Cass County crossing where train crashed into semi identified as needing safety upgrade
The Cass County railroad crossing where a train hit a tractor-trailer rig stuck on the track Tuesday afternoon was described in a state transportation department document last year as being in need of safety upgrades.
The Missouri Department of Transportation’s January 2022 Highway-Rail Grade Crossing State Action Plan called the intersection a “humped crossing” and a “potential” crossing upgrade project.
MoDOT spokesperson Linda Horn said Wednesday that the crossing already has lights and gates. When asked if the transportation department had plans to address the steep grade, she said, “I‘m not aware.”
The crash, injuring three members of a Minnesota family, occurred shortly after 4 p.m. near East 187th Street and Holmes Road. The semi was headed east on 187th when it “became high-centered and stalled” on the tracks at the crossing, according to a preliminary investigation by the Missouri Highway Patrol. A southbound train then struck the semi and trailer, the report said.
Prior to the collision, a husband and wife from Minneapolis and their four children, ranging in ages from 6 to 13 years old, were traveling in the semi, said Sgt. Andy Bell, a spokesman for the highway patrol.
A 12-year-old boy was seriously injured in the crash. The 40-year-old mother and an 8-year-old boy suffered minor injuries. The other children and the husband were not injured, Bell said.
The investigation into the crash is continuing, he said, and it was too early to know what, if any, violations or charges could be filed.
Karen Templeton, who has lived near the crossing for 24 years, said she was coming home when she saw the semi and trailer trying to cross the tracks. She saw a man get down out of the cab and immediately thought that he had become stuck.
She pulled up to him and told him that he had to either get the truck off the tracks or call 911 or a number on a nearby building immediately.
“These trains go through here constantly,” she said, adding that an 18-wheeler had been hit a while back and it was totaled. “You don’t want that to happen. I said, ‘You got to do something quick.’”
The man kept saying, “Oh Jesus, Oh Jesus.”
She told him that he needed to call somebody quick.
Then she pulled into her drive and went inside to tell her husband that there was another truck stuck on the tracks. By the time she came back out, the rail crossing lights began flashing.
Realizing that there was a train coming, she went back inside to tell her husband that there was probably going to be another train crash. At that moment, she heard the impact.
“It happened that quick,” she said. It hadn’t even been two minutes.
She didn’t know that there were others inside the cab of the truck at the time of the collision. She heard screaming and when she peeked between the train cars to see what was going on, she saw the other family members injured in the wreck.
Federal Railroad Administration records show the track is operated by Kansas City Southern Railway Co. The crossing has lights and gates, the records say, and 16 trains a day go through the intersection at a maximum speed of 59 mph.
A similar crash occurred at the same crossing on June 2, 2021.
According to the crash report filed by the railroad in that wreck, a westbound tractor-trailer got stuck on the crossing and was struck at 1:45 p.m. by a Kansas City Southern locomotive and two FRA test cars traveling about 50 mph. The trucker, a 34-year-old man, was not in the truck at the time of the crash, it said. Damage to the tractor-trailer rig was $150,000, the report said.
Templeton said the crossing had no lights and gates when she moved there. They were added when a carload of high school students was hit years ago at a nearby crossing.
When the truck was hit in 2021, Templeton said, signs were put up warning of the incline. But she said they really haven’t stopped anybody. She wondered if truckers actually can see them because they sit so low and are close to some trees.
“Once they see those signs, they are pretty much committed to going over the tracks, and a lot of them decide to just go ahead and do it,” Templeton said.
The Star’s Bill Lukitsch provided some information for this story.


Exercise instructions: Your answer is a copy of every line in the records where "speaking" appears.
+++ Provided material +++
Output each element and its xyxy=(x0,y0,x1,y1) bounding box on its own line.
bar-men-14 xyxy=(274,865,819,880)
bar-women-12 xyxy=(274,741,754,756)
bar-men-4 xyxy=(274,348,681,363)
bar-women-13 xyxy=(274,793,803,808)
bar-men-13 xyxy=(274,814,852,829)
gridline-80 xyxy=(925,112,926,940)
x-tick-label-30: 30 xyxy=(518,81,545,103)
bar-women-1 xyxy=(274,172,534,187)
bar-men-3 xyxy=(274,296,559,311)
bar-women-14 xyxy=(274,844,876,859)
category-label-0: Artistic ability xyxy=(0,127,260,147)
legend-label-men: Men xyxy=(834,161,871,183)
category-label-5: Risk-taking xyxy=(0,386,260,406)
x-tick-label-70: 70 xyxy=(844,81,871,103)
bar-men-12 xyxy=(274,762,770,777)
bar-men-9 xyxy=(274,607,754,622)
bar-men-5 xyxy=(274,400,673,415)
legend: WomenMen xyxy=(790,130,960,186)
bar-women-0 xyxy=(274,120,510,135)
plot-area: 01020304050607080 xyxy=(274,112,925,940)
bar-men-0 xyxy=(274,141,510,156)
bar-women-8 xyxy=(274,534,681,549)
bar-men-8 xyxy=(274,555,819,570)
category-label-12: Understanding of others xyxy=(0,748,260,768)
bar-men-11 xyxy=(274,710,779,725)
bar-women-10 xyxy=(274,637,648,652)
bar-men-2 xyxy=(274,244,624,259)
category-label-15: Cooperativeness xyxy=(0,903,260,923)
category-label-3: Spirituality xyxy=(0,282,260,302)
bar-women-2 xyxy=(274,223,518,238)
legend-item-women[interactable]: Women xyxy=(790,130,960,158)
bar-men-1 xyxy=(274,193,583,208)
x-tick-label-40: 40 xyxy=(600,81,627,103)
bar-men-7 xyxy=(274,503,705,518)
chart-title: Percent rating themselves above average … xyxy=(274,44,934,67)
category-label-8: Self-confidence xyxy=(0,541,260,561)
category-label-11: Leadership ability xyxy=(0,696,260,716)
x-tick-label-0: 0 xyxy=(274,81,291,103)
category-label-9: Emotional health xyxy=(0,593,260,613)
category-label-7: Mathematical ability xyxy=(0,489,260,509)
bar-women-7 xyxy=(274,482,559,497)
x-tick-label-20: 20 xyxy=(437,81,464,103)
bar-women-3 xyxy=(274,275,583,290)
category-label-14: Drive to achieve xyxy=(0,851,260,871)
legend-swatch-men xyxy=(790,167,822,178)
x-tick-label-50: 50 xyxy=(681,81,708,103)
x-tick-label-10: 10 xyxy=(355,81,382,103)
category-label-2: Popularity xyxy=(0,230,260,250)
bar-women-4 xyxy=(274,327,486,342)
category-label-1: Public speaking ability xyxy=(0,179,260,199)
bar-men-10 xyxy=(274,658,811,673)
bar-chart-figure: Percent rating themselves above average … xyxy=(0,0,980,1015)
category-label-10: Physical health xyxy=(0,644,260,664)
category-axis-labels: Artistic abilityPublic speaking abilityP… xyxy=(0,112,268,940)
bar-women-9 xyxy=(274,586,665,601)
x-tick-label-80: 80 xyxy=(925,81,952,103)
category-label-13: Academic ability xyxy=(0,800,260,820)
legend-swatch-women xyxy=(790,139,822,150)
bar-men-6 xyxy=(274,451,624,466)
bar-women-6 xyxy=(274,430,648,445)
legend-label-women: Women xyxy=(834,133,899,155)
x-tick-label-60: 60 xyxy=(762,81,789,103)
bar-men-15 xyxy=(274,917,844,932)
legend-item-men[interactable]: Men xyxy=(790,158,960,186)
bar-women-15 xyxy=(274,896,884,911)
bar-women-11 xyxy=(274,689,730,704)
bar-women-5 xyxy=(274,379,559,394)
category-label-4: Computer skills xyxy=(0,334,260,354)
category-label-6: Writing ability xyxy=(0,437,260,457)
+++
Written response:
category-label-1: Public speaking ability xyxy=(0,179,260,199)
category-axis-labels: Artistic abilityPublic speaking abilityP… xyxy=(0,112,268,940)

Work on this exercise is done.